Veolia cuts losses in Israel after boycott
Utilities corporation Veolia Environnement has withdrawn from the Israeli market, after a campaign against its involvement in the occupied territories and illegal settlements allegedly cost the company billions of pounds in lost contracts.
By selling its five per cent stake in the Jerusalem Light Rail (JLR), the French corporation has now completely ended its involvement in Israel, after it sold off its energy, waste and water contracts in April.
Veolia has been the subject of a seven-year boycott from the Boycott, Divestment and Sanctions (BDS) movement, a body run by the Palestinian BDS National Committee (BNC), which is campaigning against Israel ‘until it complies with international law and Palestinian rights’.

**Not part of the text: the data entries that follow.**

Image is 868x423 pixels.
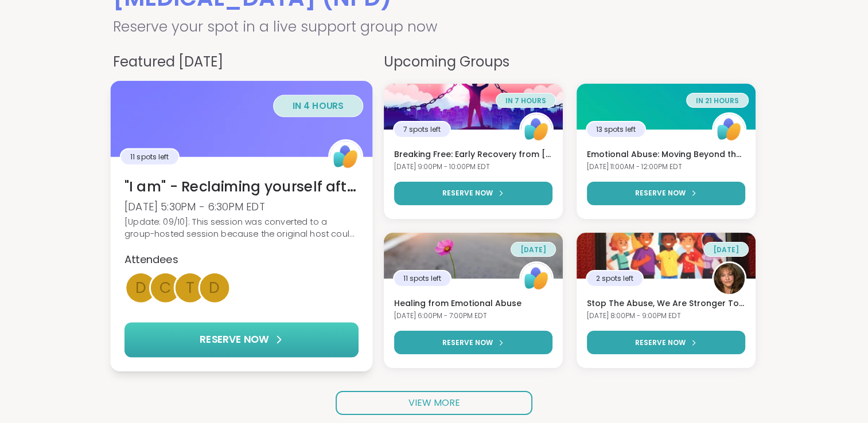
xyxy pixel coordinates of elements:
[125,176,359,196] h3: "I am" - Reclaiming yourself after emotional abuse
[384,233,563,279] img: Healing from Emotional Abuse
[110,81,373,157] img: "I am" - Reclaiming yourself after emotional abuse
[200,332,268,347] span: RESERVE NOW
[587,149,745,161] h3: Emotional Abuse: Moving Beyond the Pain
[587,331,745,354] button: RESERVE NOW
[159,276,171,299] span: c
[635,188,686,199] span: RESERVE NOW
[587,311,745,321] div: [DATE] 8:00PM - 9:00PM EDT
[596,125,636,135] span: 13 spots left
[125,322,359,357] button: RESERVE NOW
[442,188,493,199] span: RESERVE NOW
[713,245,739,255] span: [DATE]
[394,149,552,161] h3: Breaking Free: Early Recovery from [GEOGRAPHIC_DATA]
[576,83,755,130] img: Emotional Abuse: Moving Beyond the Pain
[520,245,546,255] span: [DATE]
[394,331,552,354] button: RESERVE NOW
[714,263,745,294] img: darlenelin13
[384,52,755,72] h4: Upcoming Groups
[384,83,563,130] img: Breaking Free: Early Recovery from Abuse
[130,151,169,162] span: 11 spots left
[576,233,755,279] img: Stop The Abuse, We Are Stronger Together
[330,141,361,173] img: ShareWell
[403,125,440,135] span: 7 spots left
[696,95,739,106] span: in 21 hours
[292,99,344,111] span: in 4 hours
[587,298,745,310] h3: Stop The Abuse, We Are Stronger Together
[394,298,552,310] h3: Healing from Emotional Abuse
[714,114,745,145] img: ShareWell
[403,274,441,284] span: 11 spots left
[635,338,686,348] span: RESERVE NOW
[505,95,546,106] span: in 7 hours
[335,391,533,415] a: VIEW MORE
[125,199,359,213] div: [DATE] 5:30PM - 6:30PM EDT
[135,276,146,299] span: d
[394,162,552,172] div: [DATE] 9:00PM - 10:00PM EDT
[521,263,552,294] img: ShareWell
[125,216,359,240] div: [Update: 09/10]: This session was converted to a group-hosted session because the original host c...
[587,181,745,205] button: RESERVE NOW
[209,276,220,299] span: d
[442,338,493,348] span: RESERVE NOW
[596,274,633,284] span: 2 spots left
[587,162,745,172] div: [DATE] 11:00AM - 12:00PM EDT
[394,181,552,205] button: RESERVE NOW
[186,276,194,299] span: t
[394,311,552,321] div: [DATE] 6:00PM - 7:00PM EDT
[409,396,460,409] span: VIEW MORE
[113,52,370,72] h4: Featured [DATE]
[521,114,552,145] img: ShareWell
[113,16,755,38] h2: Reserve your spot in a live support group now
[125,252,178,267] span: Attendees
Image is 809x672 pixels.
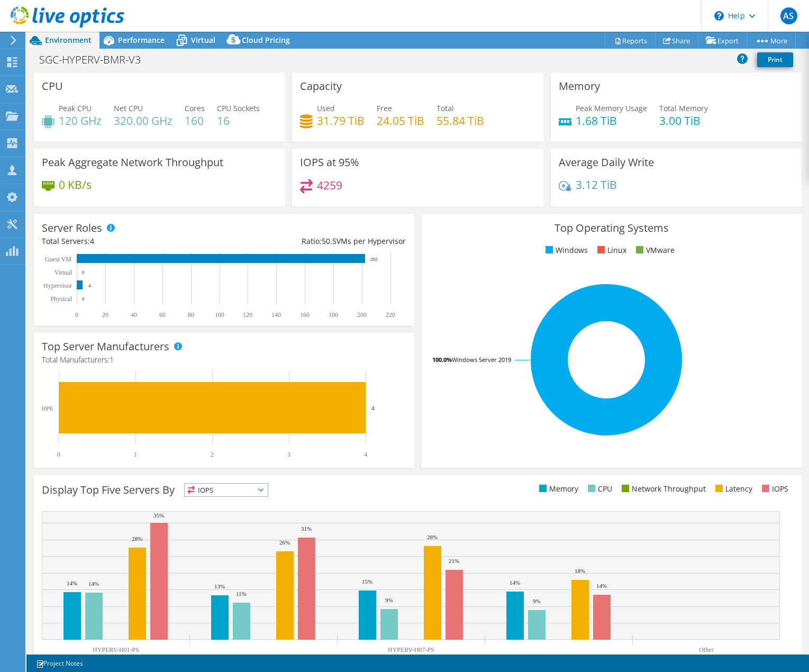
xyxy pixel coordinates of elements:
[54,269,73,276] text: Virtual
[714,11,724,20] svg: \n
[574,568,585,575] text: 18%
[280,540,290,546] text: 26%
[43,282,72,289] text: Hypervisor
[329,311,338,319] text: 180
[271,311,281,319] text: 140
[537,483,579,495] li: Memory
[59,115,101,126] h4: 120 GHz
[211,451,214,458] text: 2
[698,32,747,48] a: Export
[93,646,139,654] text: HYPERV-H01-PS
[377,103,392,114] span: Free
[185,103,205,114] span: Cores
[659,115,708,126] h4: 3.00 TiB
[243,311,253,319] text: 120
[82,270,85,276] text: 0
[317,115,364,126] h4: 31.79 TiB
[217,103,260,114] span: CPU Sockets
[132,536,142,542] text: 28%
[300,311,310,319] text: 160
[386,311,396,319] text: 220
[242,35,290,45] span: Cloud Pricing
[185,115,205,126] h4: 160
[747,32,796,48] a: More
[370,257,378,262] text: 202
[757,52,794,67] a: Print
[88,581,99,587] text: 14%
[509,580,520,586] text: 14%
[110,355,114,365] span: 1
[185,484,267,497] span: IOPS
[214,583,225,589] text: 13%
[655,32,699,48] a: Share
[300,81,342,92] h3: Capacity
[576,115,647,126] h4: 1.68 TiB
[633,245,675,256] li: VMware
[713,483,753,495] li: Latency
[385,597,393,603] text: 9%
[42,81,63,92] h3: CPU
[102,311,109,319] text: 20
[42,235,224,247] div: Total Servers:
[215,311,224,319] text: 100
[429,222,794,234] h3: Top Operating Systems
[42,354,406,366] h4: Total Manufacturers:
[436,103,454,114] span: Total
[377,115,424,126] h4: 24.05 TiB
[388,646,435,654] text: HYPERV-H07-PS
[42,157,223,168] h3: Peak Aggregate Network Throughput
[45,256,71,263] text: Guest VM
[188,311,194,319] text: 80
[236,591,247,597] text: 11%
[67,580,77,587] text: 14%
[362,579,373,585] text: 15%
[543,245,588,256] li: Windows
[42,222,102,234] h3: Server Roles
[605,32,655,48] a: Reports
[597,583,607,589] text: 14%
[42,341,169,352] h3: Top Server Manufacturers
[427,534,437,540] text: 28%
[576,103,647,114] span: Peak Memory Usage
[452,356,511,364] tspan: Windows Server 2019
[114,103,143,114] span: Net CPU
[300,157,359,168] h3: IOPS at 95%
[576,179,617,190] h4: 3.12 TiB
[585,483,612,495] li: CPU
[134,451,137,458] text: 1
[317,103,335,114] span: Used
[59,103,91,114] span: Peak CPU
[131,311,137,319] text: 40
[154,513,164,519] text: 35%
[559,81,600,92] h3: Memory
[29,657,91,670] a: Project Notes
[780,7,798,25] span: AS
[436,115,484,126] h4: 55.84 TiB
[317,179,342,191] h4: 4259
[432,356,452,364] tspan: 100.0%
[50,295,72,302] text: Physical
[57,451,60,458] text: 0
[559,157,654,168] h3: Average Daily Write
[118,35,165,45] span: Performance
[364,451,368,458] text: 4
[90,236,94,246] span: 4
[59,179,91,190] h4: 0 KB/s
[45,35,91,45] span: Environment
[34,54,157,65] h1: SGC-HYPERV-BMR-V3
[759,483,789,495] li: IOPS
[82,296,85,302] text: 0
[88,284,91,289] text: 4
[42,405,53,413] text: HPE
[595,245,627,256] li: Linux
[159,311,166,319] text: 60
[288,451,290,458] text: 3
[619,483,706,495] li: Network Throughput
[322,236,337,246] span: 50.5
[114,115,172,126] h4: 320.00 GHz
[224,235,406,247] div: Ratio: VMs per Hypervisor
[217,115,260,126] h4: 16
[659,103,708,114] span: Total Memory
[191,35,216,45] span: Virtual
[699,646,713,654] text: Other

The JLR system connects West Jerusalem with settlements in East Jerusalem, which is land regarded by Palestinians and the wider international community to be illegally occupied. In 2009, the United Nations Human Rights Council described the rail system as servicing settlements, ‘requiring the confiscation of… Palestinian land and demolitions of homes and businesses’.
Directors of Transdev, the Veolia subsidiary that controlled the corporation’s stake in the JLR, have reportedly said that the decision to withdraw from the project was influenced by business rather than political pressure, saying that the exit from the Israeli market was planned since last year.
Among the contracts Veolia held in Israel until April was the Tovlan landfill, which was located in the occupied territories and processed waste from the disputed territory, and wastewater treatment for Modi’in Illit, an illegal settlement of roughly 60,000 situated in the occupied West Bank. All contracts were sold to Oaktree Capital, a Los Angeles-based investment firm.
Explaining the sale to Oaktree, a Veolia statement read: ‘This transaction will contribute to Veolia’s debt reduction by around €250 million. It is part of Veolia’s strategy to refocus the Group geographically and to concentrate on areas where it can seize less capital intensive opportunities, as defined by its Chairman and Chief Executive Officer Antoine Frérot at the end of 2011.’
Campaign against Veolia
The BDS campaign was launched in November 2008 to pressure the company into ending its involvement in ‘Israel’s violations of Palestinian human rights’.
Over the course of the boycott, Veolia, which employs over 200,000 people worldwide, has lost tenders in the US, Europe and Asia worth over £13 billion, according to BDS.
For example, it was forced to withdraw from a waste contract bid for the North London Waste Authority in 2012, a partnership reportedly worth up to £4 billion over 25 years.
Elsewhere, authorities have rejected Veolia due to its involvement in the Palestinian territories. In September 2014, the Kuwait City Municipality cited the BDS movement as a reason for excluding Veolia from a solid waste management contract valued at £490 million. The municipality then decided to exclude the company from ‘all future projects’, leading to its withdrawal from a tender for a waste water treatment station worth around £1 billion.
Withdrawal ‘a victory for human rights’
The Palestinian BNC General Coordinator, Mahmoud Nawajaa, described Veolia’s complete withdrawal from illegal Israeli projects as a victory for all human rights campaigners who have pressured the company.
He said: “Strategic and dedicated campaigning by the BDS movement has forced one of Europe’s biggest companies to abandon the Israeli market.
“Veolia’s withdrawal from Israel sets an example to all companies that are complicit in Israel’s human rights violations. This is a victory for the BDS movement and all our partners from other rights movements who have helped in pressuring the company.
“We call for legal action, by specialised organisations, against Veolia to compel it to pay reparations to the Palestinian communities adversely affected by its infringements of international law.”
Riya Hassan, the BNC’s Europe coordinator, added: “Veolia is still a target for union activists, environmentalists and anti-privatisation campaigners, due to its record of anti-labour policies and involvement in the privatisation of public water.
“All those still being affected by Veolia’s policies and struggling for accountability and reparations can continue to count on our solidarity. The BDS movement takes cross-struggle solidarity to heart.”